Scale Variation for Object Detection

This problem is well discussed in https://arxiv.org/pdf/1506.01497.pdf. Different schemes for addressing multiple scales and sizes: (a) multi-scale input images (b) multi-scale feature maps (c) multi-scale anchor boxes on one feature map.

  1. The first way is based on image/feature pyramids, e.g., in DPM and CNN-based methods. The images are resized at multiple scales, and feature maps (HOG or deep convolutional features) are computed for each scale. This way is often useful but is time-consuming.

  2. The second way is to use sliding windows of multiple scales (and/or aspect ratios) of the feature maps. For example, in DPM, models of different aspect ratios are trained separately using different filter sizes. If this way is used to address multiple scales, it can be thought of as a “pyramid of filters”. The second way is usually adopted jointly with the first way.

  3. As a comparison, our anchor-based method is built on comparison, our anchor-based method is built on a pyramid of anchors, which is more cost-efficient. Our method classifies and regresses bounding boxes with reference to anchor boxes of multiple scales and aspect ratios. It only relies on images and feature maps of a single scale, and uses filters (sliding windows on the feature map) of a single size. We show by experiments the effects of this scheme for addressing multiple scales and sizes. Because of this multi-scale design based on anchors, we can simply use the convolutional features computed on a single-scale image, as is also done by the Fast R-CNN detector. The design of multi- scale anchors is a key component for sharing features without extra cost for addressing scales.

  4. use different dilation rates to vary receptive fields

  5. use feature pyramid [1]

Reference

[1] Lin, Tsung-Yi, et al. “Feature pyramid networks for object detection.” CVPR, 2017.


● **What to produce**: Copy out every line of the records where the string "your" occurs.

Data START

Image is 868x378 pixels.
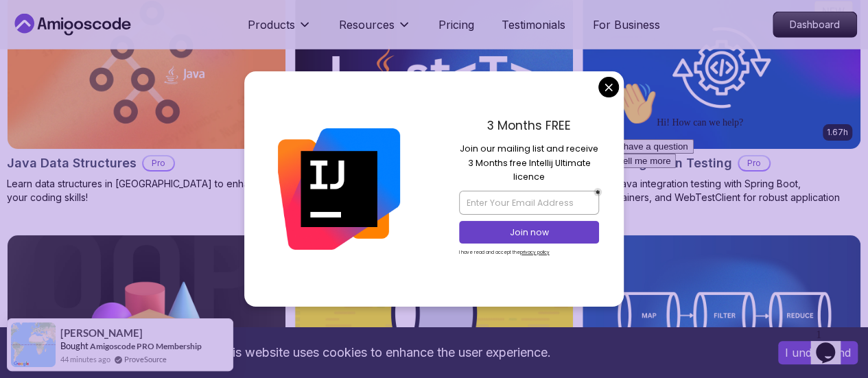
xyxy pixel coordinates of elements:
p: Dashboard [773,12,856,37]
iframe: chat widget [810,323,854,364]
iframe: chat widget [607,76,854,316]
span: [PERSON_NAME] [60,327,142,339]
a: Amigoscode PRO Membership [90,340,202,351]
span: Hi! How can we help? [5,41,136,52]
button: Accept cookies [778,340,858,364]
button: Tell me more [5,78,69,92]
a: Pricing [438,17,474,33]
div: This website uses cookies to enhance the user experience. [10,337,757,368]
button: Products [248,17,312,44]
button: Resources [339,17,410,44]
span: 44 minutes ago [60,353,110,365]
p: Pro [143,156,174,170]
a: Dashboard [772,11,857,38]
img: :wave: [5,5,50,50]
div: 👋Hi! How can we help?I have a questionTell me more [5,5,252,92]
button: I have a question [5,63,86,78]
p: Learn data structures in [GEOGRAPHIC_DATA] to enhance your coding skills! [7,177,286,204]
p: Resources [339,17,395,33]
a: For Business [593,17,660,33]
span: Bought [60,340,88,351]
p: Products [248,17,295,33]
a: ProveSource [124,353,167,365]
h2: Java Data Structures [7,154,136,173]
a: Testimonials [501,17,565,33]
img: provesource social proof notification image [11,322,56,367]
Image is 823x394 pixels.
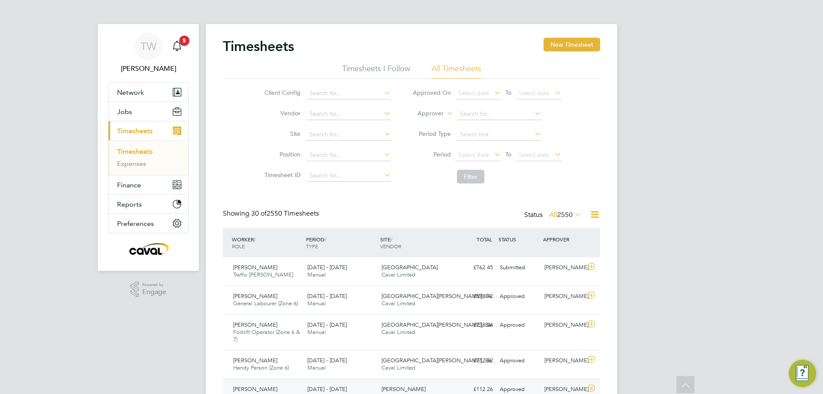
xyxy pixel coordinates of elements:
span: Handy Person (Zone 6) [233,364,289,371]
span: Select date [519,151,549,159]
div: £762.45 [452,261,496,275]
h2: Timesheets [223,38,294,55]
span: Caval Limited [381,364,415,371]
span: 30 of [251,209,267,218]
div: PERIOD [304,231,378,254]
div: [PERSON_NAME] [541,289,585,303]
span: Traffic [PERSON_NAME] [233,271,293,278]
a: Timesheets [117,147,153,156]
span: Tim Wells [108,63,189,74]
label: Period [412,150,451,158]
input: Search for... [306,129,391,141]
div: [PERSON_NAME] [541,261,585,275]
span: Manual [307,328,326,336]
a: Go to home page [108,242,189,255]
img: caval-logo-retina.png [127,242,170,255]
label: Site [262,130,300,138]
div: Approved [496,354,541,368]
input: Select one [457,129,541,141]
span: Manual [307,364,326,371]
span: [DATE] - [DATE] [307,385,347,393]
span: Select date [458,151,489,159]
a: Powered byEngage [130,281,167,297]
div: £712.32 [452,354,496,368]
span: Select date [458,89,489,97]
div: £598.72 [452,289,496,303]
label: Timesheet ID [262,171,300,179]
span: To [503,149,514,160]
a: TW[PERSON_NAME] [108,33,189,74]
span: [GEOGRAPHIC_DATA][PERSON_NAME], Be… [381,357,497,364]
span: [PERSON_NAME] [233,357,277,364]
button: Network [108,83,188,102]
span: Manual [307,300,326,307]
button: Engage Resource Center [789,360,816,387]
a: 5 [168,33,186,60]
span: [DATE] - [DATE] [307,264,347,271]
input: Search for... [306,149,391,161]
span: [GEOGRAPHIC_DATA] [381,264,438,271]
span: Forklift Operator (Zone 6 & 7) [233,328,300,343]
div: £738.24 [452,318,496,332]
span: [DATE] - [DATE] [307,357,347,364]
div: APPROVER [541,231,585,247]
div: Showing [223,209,321,218]
span: Caval Limited [381,328,415,336]
div: Approved [496,318,541,332]
span: Select date [519,89,549,97]
input: Search for... [457,108,541,120]
span: 2550 Timesheets [251,209,319,218]
button: Reports [108,195,188,213]
div: Submitted [496,261,541,275]
span: Manual [307,271,326,278]
button: Finance [108,175,188,194]
span: Caval Limited [381,271,415,278]
span: Engage [142,288,166,296]
input: Search for... [306,170,391,182]
span: [PERSON_NAME] [381,385,426,393]
label: Period Type [412,130,451,138]
button: Timesheets [108,121,188,140]
nav: Main navigation [98,24,199,271]
div: STATUS [496,231,541,247]
div: [PERSON_NAME] [541,354,585,368]
span: TYPE [306,243,318,249]
div: Status [524,209,583,221]
label: Position [262,150,300,158]
button: Preferences [108,214,188,233]
span: / [254,236,255,243]
span: [PERSON_NAME] [233,321,277,328]
span: [PERSON_NAME] [233,264,277,271]
li: All Timesheets [432,63,481,79]
input: Search for... [306,87,391,99]
div: SITE [378,231,452,254]
button: Filter [457,170,484,183]
span: To [503,87,514,98]
span: Network [117,88,144,96]
div: Timesheets [108,140,188,175]
label: All [549,210,581,219]
span: [PERSON_NAME] [233,292,277,300]
span: [DATE] - [DATE] [307,321,347,328]
label: Approver [405,109,444,118]
span: General Labourer (Zone 6) [233,300,298,307]
span: [DATE] - [DATE] [307,292,347,300]
button: New Timesheet [543,38,600,51]
div: [PERSON_NAME] [541,318,585,332]
input: Search for... [306,108,391,120]
span: Powered by [142,281,166,288]
a: Expenses [117,159,146,168]
span: Reports [117,200,142,208]
span: TW [141,41,156,52]
span: [GEOGRAPHIC_DATA][PERSON_NAME], Be… [381,292,497,300]
span: [PERSON_NAME] [233,385,277,393]
span: 2550 [557,210,573,219]
label: Client Config [262,89,300,96]
span: 5 [179,36,189,46]
span: Preferences [117,219,154,228]
label: Vendor [262,109,300,117]
span: / [324,236,326,243]
li: Timesheets I Follow [342,63,410,79]
span: Caval Limited [381,300,415,307]
span: TOTAL [477,236,492,243]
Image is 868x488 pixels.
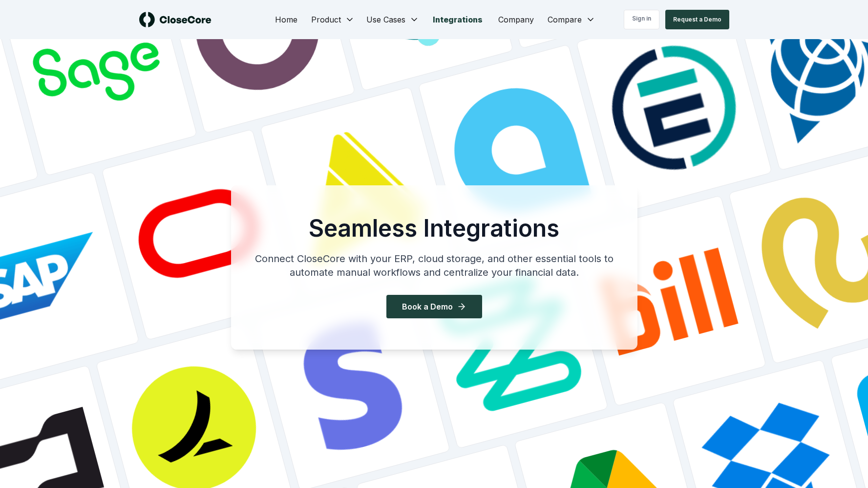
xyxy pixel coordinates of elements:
button: Product [305,10,361,29]
a: Integrations [425,10,491,29]
img: logo [140,12,212,27]
a: Company [491,10,542,29]
h1: Seamless Integrations [247,217,622,240]
button: Book a Demo [386,295,482,319]
span: Compare [548,14,582,25]
p: Connect CloseCore with your ERP, cloud storage, and other essential tools to automate manual work... [247,252,622,279]
button: Compare [542,10,602,29]
a: Sign in [624,10,659,29]
a: Home [267,10,305,29]
button: Use Cases [361,10,425,29]
span: Product [311,14,341,25]
span: Use Cases [366,14,405,25]
button: Request a Demo [665,10,730,29]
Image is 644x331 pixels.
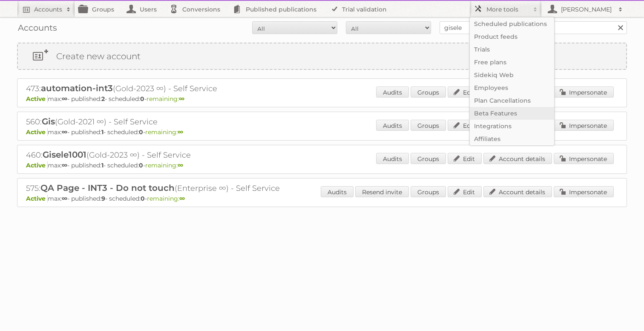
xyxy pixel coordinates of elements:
p: max: - published: - scheduled: - [26,195,618,202]
a: Affiliates [469,133,554,145]
a: Groups [75,1,123,17]
span: remaining: [145,162,183,169]
a: [PERSON_NAME] [542,1,627,17]
span: remaining: [147,195,185,202]
a: Impersonate [553,153,614,164]
strong: ∞ [62,162,67,169]
a: Impersonate [553,186,614,197]
a: Accounts [17,1,75,17]
a: Conversions [165,1,229,17]
a: More tools [469,1,542,17]
h2: 473: (Gold-2023 ∞) - Self Service [26,83,324,94]
a: Edit [447,153,482,164]
strong: 0 [141,195,145,202]
a: Audits [376,120,409,131]
span: QA Page - INT3 - Do not touch [40,182,175,193]
a: Audits [376,153,409,164]
a: Groups [410,186,446,197]
a: Scheduled publications [469,17,554,30]
span: Active [26,195,48,202]
strong: 0 [138,162,143,169]
a: Groups [410,120,446,131]
strong: 1 [102,128,103,136]
strong: 0 [140,95,144,102]
strong: ∞ [62,95,67,102]
a: Groups [410,153,446,164]
strong: 1 [102,162,103,169]
span: Active [26,128,48,136]
strong: ∞ [62,128,67,136]
a: Users [123,1,165,17]
a: Integrations [469,120,554,133]
span: Active [26,95,48,102]
span: Gis [42,116,55,126]
p: max: - published: - scheduled: - [26,128,618,136]
strong: 2 [102,95,105,102]
h2: 460: (Gold-2023 ∞) - Self Service [26,149,324,161]
a: Groups [410,87,446,97]
a: Create new account [18,43,626,69]
a: Edit [447,120,482,131]
a: Beta Features [469,107,554,120]
a: Sidekiq Web [469,69,554,81]
strong: ∞ [177,128,183,136]
h2: More tools [486,5,529,14]
a: Impersonate [553,87,614,97]
a: Impersonate [553,120,614,131]
a: Trials [469,43,554,56]
a: Edit [447,186,482,197]
a: Account details [483,153,552,164]
strong: 9 [102,195,105,202]
strong: 0 [138,128,143,136]
a: Audits [376,87,409,97]
span: automation-int3 [41,83,113,93]
h2: Accounts [34,5,62,14]
h2: 575: (Enterprise ∞) - Self Service [26,182,324,194]
a: Plan Cancellations [469,94,554,107]
a: Trial validation [325,1,395,17]
strong: ∞ [177,162,183,169]
p: max: - published: - scheduled: - [26,162,618,169]
a: Employees [469,81,554,94]
a: Audits [321,186,353,197]
p: max: - published: - scheduled: - [26,95,618,102]
strong: ∞ [180,195,185,202]
h2: 560: (Gold-2021 ∞) - Self Service [26,116,324,128]
strong: ∞ [62,195,67,202]
a: Account details [483,186,552,197]
a: Free plans [469,56,554,69]
span: remaining: [146,95,185,102]
a: Product feeds [469,30,554,43]
span: Gisele1001 [43,149,87,159]
a: Published publications [229,1,325,17]
span: Active [26,162,48,169]
strong: ∞ [179,95,185,102]
span: remaining: [145,128,183,136]
h2: [PERSON_NAME] [559,5,614,14]
a: Resend invite [355,186,409,197]
a: Edit [447,87,482,97]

Data END

● **Answer section**:
p: Learn data structures in [GEOGRAPHIC_DATA] to enhance your coding skills! [7,177,286,204]
p: Connect CloseCore with your ERP, cloud storage, and other essential tools to automate manual work... [247,252,622,279]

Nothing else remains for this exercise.